I’m speaking at the Aspen Ideas Festival: Health. I’ll be interviewed by Helena Bottemiller Evich of FoodFix from 9:00 to 9:50 a.m.. Topic: “Making sense of nutrition science.”
It used to be that the “soda wars” referred to Coke vs. Pepsi. No more. Today’s soda wars are fought on the health front, as more and more evidence links sugary drinks to obesity and other health problems.
The current issue of the New Yorker has an article by John Seabrook (in which I am briefly quoted) about Pepsi’s attempt to “health up” its snacks and drinks.
Seabrook’s article, “Snacks for a fat planet,” describes the extraordinary amount of money and effort Pepsi is spending to try to tweak its products to make them seem healthier. His article doesn’t exactly give Pepsi a pass (as some of my readers have complained), but it does not really come to grips with how sugary drinks and snacks affect health or how Pepsi is marketing its products in developing countries.
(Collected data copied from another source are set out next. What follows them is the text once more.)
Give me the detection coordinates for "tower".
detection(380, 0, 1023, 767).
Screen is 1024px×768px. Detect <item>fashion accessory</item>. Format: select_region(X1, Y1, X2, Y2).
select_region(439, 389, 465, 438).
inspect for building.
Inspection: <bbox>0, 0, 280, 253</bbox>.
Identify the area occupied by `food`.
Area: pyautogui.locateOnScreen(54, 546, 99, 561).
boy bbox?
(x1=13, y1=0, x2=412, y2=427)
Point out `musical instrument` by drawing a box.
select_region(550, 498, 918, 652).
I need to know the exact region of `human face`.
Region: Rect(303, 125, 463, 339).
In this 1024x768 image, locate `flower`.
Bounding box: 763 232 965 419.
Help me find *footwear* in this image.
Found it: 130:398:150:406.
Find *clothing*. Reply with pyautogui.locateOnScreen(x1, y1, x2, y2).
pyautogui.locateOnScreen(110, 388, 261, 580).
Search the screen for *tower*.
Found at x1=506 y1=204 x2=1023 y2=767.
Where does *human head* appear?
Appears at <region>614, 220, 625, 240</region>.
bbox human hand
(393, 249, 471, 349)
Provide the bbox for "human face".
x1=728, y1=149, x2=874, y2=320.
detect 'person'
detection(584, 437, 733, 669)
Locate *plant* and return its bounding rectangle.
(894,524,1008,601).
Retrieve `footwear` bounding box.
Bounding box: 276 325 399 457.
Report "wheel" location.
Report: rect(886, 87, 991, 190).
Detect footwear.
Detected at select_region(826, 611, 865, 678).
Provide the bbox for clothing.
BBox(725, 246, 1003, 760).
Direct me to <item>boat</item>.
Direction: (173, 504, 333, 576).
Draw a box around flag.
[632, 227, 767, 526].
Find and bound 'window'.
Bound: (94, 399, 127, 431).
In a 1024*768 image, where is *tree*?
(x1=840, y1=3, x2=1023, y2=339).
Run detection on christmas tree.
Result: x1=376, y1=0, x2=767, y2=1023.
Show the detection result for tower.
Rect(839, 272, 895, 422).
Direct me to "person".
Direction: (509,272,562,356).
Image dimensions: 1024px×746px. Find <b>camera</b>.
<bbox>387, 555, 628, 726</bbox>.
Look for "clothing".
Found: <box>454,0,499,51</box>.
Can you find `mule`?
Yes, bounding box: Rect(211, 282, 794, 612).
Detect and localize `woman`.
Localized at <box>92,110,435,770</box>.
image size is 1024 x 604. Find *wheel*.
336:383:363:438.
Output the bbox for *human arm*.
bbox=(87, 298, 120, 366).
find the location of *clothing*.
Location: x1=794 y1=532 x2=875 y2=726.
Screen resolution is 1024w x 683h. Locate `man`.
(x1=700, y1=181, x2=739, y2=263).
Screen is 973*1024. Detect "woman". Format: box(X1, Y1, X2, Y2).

That, no doubt, is why Pepsi has sent out a press release to reports that enclosed the complete article and suggested that reporters might be “interested in the company’s focus on its innovative approach to:”
Score this one as a win for Pepsi.
Along with such pledges, Pepsi is aggressively marketing sodas to teenagers. The San Francisco Chronicle reports on Pepsi’s new “social marketing” vending machines.
At a trade show in Chicago this week, PepsiCo rolled out a prototype interactive soda machine that lets you send a drink as a gift to a friend or a random stranger.
“Our vision is to use innovative technology to empower consumers and create new ways for them to engage with our brands, their social networks and each other at the point of purchase,” Mikel Durham, PepsiCo Foodservice’s chief innovation officer, said in a press release.
“Social Vending extends our consumers’ social networks beyond the confines of their own devices and transforms a static, transaction-oriented experience into something fun and exciting they’ll want to return to, again and again.”
But these kinds of marketing pushes are not confined to Pepsi. Advertising Age reports that Joe Tripodi, Coke’s chief marketing officer of Coca-Cola explains the company’s growth strategy: focus on teenagers:
The company sees huge opportunities to grow colas, and the business as a whole, around the world in the next decade. Teen recruitment will be particularly important, as the company follows demographic trends.
“There was a time [a decade ago] when we walked away from teen recruitment and probably lost a generation of drinkers,” Mr. Tripodi said. “Parts of the world lost confidence in cola as the engine of growth. We’ve gotten that back in a big way. …When you look at the massive opportunity in so many huge countries in the world, that’s what energizes us and why we believe cola is still at its very early stages.”
And then there are partnership strategies. The latest is Sonic drive-ins’ campaign for Limeades for Learning. The campaign encourages eaters to vote for school projects like those that support physical activity. Sonic promises to fund the projects with the most votes. The Limeades, by the way, are 620 calories (for a medium) or 950 calories (for a large).
Finally, for now, the Boston Globe reports that most Massachusetts voters support a sales tax on sodas if the money is used for some useful purpose. But:
The American Beverage Association has been aggressively fighting taxes on soda, as cities and states across the country look for new tools to counter an obesity epidemic and raise revenue amid squeezed budgets. It has spent millions fighting initiatives that impose product-specific excise taxes on sugar-sweetened beverages and has been successful in nearly every attempt.
Expect more such public relations efforts superimposed on fundamental marketing techniques aimed at kids and fighting back on taxes and other attempts to limit soda intake.
How does this comport with the spanking new advertising guidelines to children or any of the previous pledges? Is sending a soda to a friend an activity or marketing? Or both?